"Evolution violates the 2nd law of thermodynamics."
You get this sort of statement: "One of the most basic laws in the universe is the Second Law of Thermodynamics. This states that as time goes by, entropy in an environment will increase. Evolution argues differently against a law that is accepted EVERYWHERE BY EVERYONE. Evolution says that we started out simple, and over time became more complex. That just isn't possible: UNLESS there is a giant outside source of energy supplying the Earth with huge amounts of energy. If there were such a source, scientists would certainly know about it."
Gee I wonder what would fit that description?
This shows more a misconception about thermodynamics than about evolution. The second law of thermodynamics says, "No process is possible in which the sole result is the transfer of energy from a cooler to a hotter body." [Atkins, 1984, The Second Law, pg. 25] Now you may be scratching your head wondering what this has to do with evolution. The confusion arises when the 2nd law is phrased in another equivalent way, "The entropy of a closed system cannot decrease." Entropy is an indication of unusable energy and often (but not always!) corresponds to intuitive notions of disorder or randomness. Creationists thus misinterpret the 2nd law to say that things invariably progress from order to disorder.

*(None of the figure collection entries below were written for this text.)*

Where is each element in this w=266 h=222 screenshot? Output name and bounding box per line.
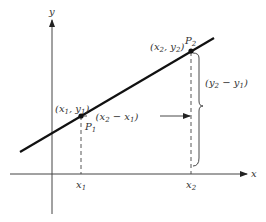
- secant-line: [20, 38, 214, 152]
- y-axis-label: y: [48, 6, 55, 17]
- tick-x2-label: x2: [186, 179, 197, 192]
- rise-label: (y2 − y1): [205, 77, 248, 90]
- x-axis-label: x: [251, 168, 257, 179]
- p1-coord-label: (x1, y1): [55, 103, 90, 116]
- tick-x1-label: x1: [76, 179, 86, 192]
- slope-diagram: x y (x1, y1) P1 (x2, y2) P2 (x2 − x1) (y…: [0, 0, 266, 222]
- p2-label: P2: [184, 35, 197, 48]
- p2-coord-label: (x2, y2): [150, 41, 185, 54]
- rise-brace: [193, 53, 203, 166]
- run-label: (x2 − x1): [96, 111, 139, 124]
- point-p2: [188, 48, 193, 53]
- p1-label: P1: [84, 121, 96, 134]
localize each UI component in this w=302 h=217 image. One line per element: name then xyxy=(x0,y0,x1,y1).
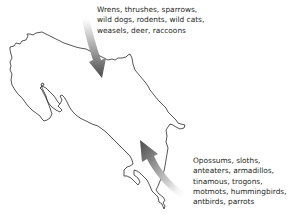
south-label-line: motmots, hummingbirds, xyxy=(193,187,287,197)
north-label-line: Wrens, thrushes, sparrows, xyxy=(97,5,204,15)
north-label-line: weasels, deer, raccoons xyxy=(97,26,204,36)
south-species-label: Opossums, sloths, anteaters, armadillos,… xyxy=(193,156,287,207)
south-label-line: Opossums, sloths, xyxy=(193,156,287,166)
south-label-line: antbirds, parrots xyxy=(193,197,287,207)
north-label-line: wild dogs, rodents, wild cats, xyxy=(97,15,204,25)
south-arrow-icon xyxy=(140,140,186,198)
south-label-line: anteaters, armadillos, xyxy=(193,166,287,176)
north-species-label: Wrens, thrushes, sparrows, wild dogs, ro… xyxy=(97,5,204,36)
south-label-line: tinamous, trogons, xyxy=(193,177,287,187)
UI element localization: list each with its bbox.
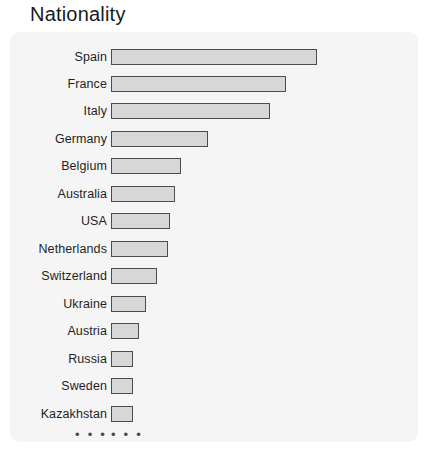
bar-australia — [111, 186, 175, 202]
bar-netherlands — [111, 241, 168, 257]
bar-category-label: Netherlands — [0, 238, 107, 260]
bar-row: Sweden — [0, 375, 429, 397]
bar-sweden — [111, 378, 133, 394]
bar-row: Kazakhstan — [0, 403, 429, 425]
bar-row: Italy — [0, 100, 429, 122]
bar-row: Netherlands — [0, 238, 429, 260]
bar-germany — [111, 131, 208, 147]
bar-category-label: Switzerland — [0, 265, 107, 287]
bar-italy — [111, 103, 270, 119]
bar-rows-container: SpainFranceItalyGermanyBelgiumAustraliaU… — [0, 0, 429, 455]
bar-row: Germany — [0, 128, 429, 150]
bar-category-label: USA — [0, 210, 107, 232]
bar-row: USA — [0, 210, 429, 232]
bar-russia — [111, 351, 133, 367]
bar-category-label: Sweden — [0, 375, 107, 397]
bar-category-label: Spain — [0, 46, 107, 68]
bar-usa — [111, 213, 170, 229]
bar-ukraine — [111, 296, 146, 312]
bar-row: France — [0, 73, 429, 95]
bar-category-label: Belgium — [0, 155, 107, 177]
truncation-row: • • •• • • — [0, 424, 429, 446]
bar-switzerland — [111, 268, 157, 284]
bar-france — [111, 76, 286, 92]
bar-category-label: France — [0, 73, 107, 95]
bar-belgium — [111, 158, 181, 174]
bar-spain — [111, 49, 317, 65]
nationality-bar-chart: Nationality SpainFranceItalyGermanyBelgi… — [0, 0, 429, 455]
bar-kazakhstan — [111, 406, 133, 422]
bar-category-label: Austria — [0, 320, 107, 342]
bar-row: Australia — [0, 183, 429, 205]
bar-category-label: Kazakhstan — [0, 403, 107, 425]
bar-category-label: Germany — [0, 128, 107, 150]
bar-row: Russia — [0, 348, 429, 370]
bar-category-label: Ukraine — [0, 293, 107, 315]
bar-row: Spain — [0, 46, 429, 68]
bar-row: Ukraine — [0, 293, 429, 315]
truncation-bar-ellipsis: • • • — [111, 424, 143, 446]
bar-row: Belgium — [0, 155, 429, 177]
truncation-label-ellipsis: • • • — [0, 424, 107, 446]
bar-row: Austria — [0, 320, 429, 342]
bar-category-label: Italy — [0, 100, 107, 122]
bar-row: Switzerland — [0, 265, 429, 287]
bar-austria — [111, 323, 139, 339]
bar-category-label: Russia — [0, 348, 107, 370]
bar-category-label: Australia — [0, 183, 107, 205]
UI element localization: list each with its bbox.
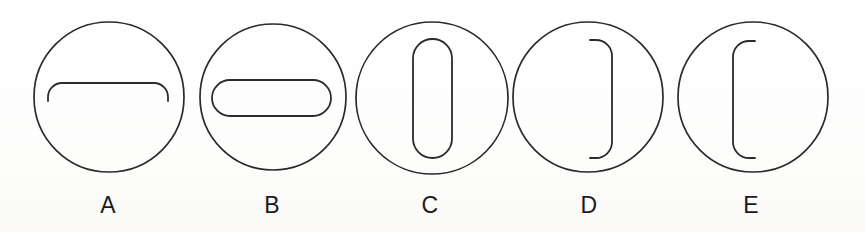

However, they neglect the fact that life is not a closed system. The sun provides more than enough energy to drive things. If a mature tomato plant can have more usable energy than the seed it grew from, why should anyone expect that the next generation of tomatoes can't have more usable energy still? Creationists sometimes try to get around this by claiming that the information carried by living things lets them create order. However, not only is life irrelevant to the 2nd law, but order from disorder is common in nonliving systems, too. Snowflakes, sand dunes, tornadoes, stalactites, graded river beds, and lightning are just a few examples of order coming from disorder in nature; none require an intelligent program to achieve that order. In any nontrivial system with lots of energy flowing through it, you are almost certain to find order arising somewhere in the system. If order from disorder is supposed to violate the 2nd law of thermodynamics, why is it ubiquitous in nature?
The second law of thermodynamics states that there is no reverse entropy in any isolated system. The available energy in a closed system will stay the same or decrease over time, and the overall entropy of such a system can only increase or stay the same. This is an immutable physical law, and it's true. Young Earth Creationists argue that this means a complex system, like a living organism, cannot form on its own, as that would be a decrease of entropy. Order from disorder, they argue, is physically impossible without divine intervention. This argument is easy to make if you oversimplify the law to the point of ignoring its principal qualification: that it only applies to a closed, isolated system. If you attempt to apply it to any system, such as a plant, animal, or deck of cards, you've just proven that photosynthesis, growth, and unshuffling are impossible too. Organisms are open systems (as was the proverbial primordial goo), since they exchange material and energy with their surroundings, and so the second law of thermodynamics is not relevant to them. Innumerable natural and artificial processes produce order from disorder in open systems using external energy and material.
The thermodynamics argument against evolution displays a misconception about evolution as well as about thermodynamics, since a clear understanding of how evolution works should reveal major flaws in the argument. Evolution says that organisms reproduce with only small changes between generations (after their own kind, so to speak). For example, animals might have appendages which are longer or shorter, thicker or flatter, lighter or darker than their parents. Occasionally, a change might be on the order of having four or six fingers instead of five. Once the differences appear, the theory of evolution calls for differential reproductive success. For example, maybe the animals with longer appendages survive to have more offspring than short-appendaged ones. All of these processes can be observed today. They obviously don't violate any physical laws.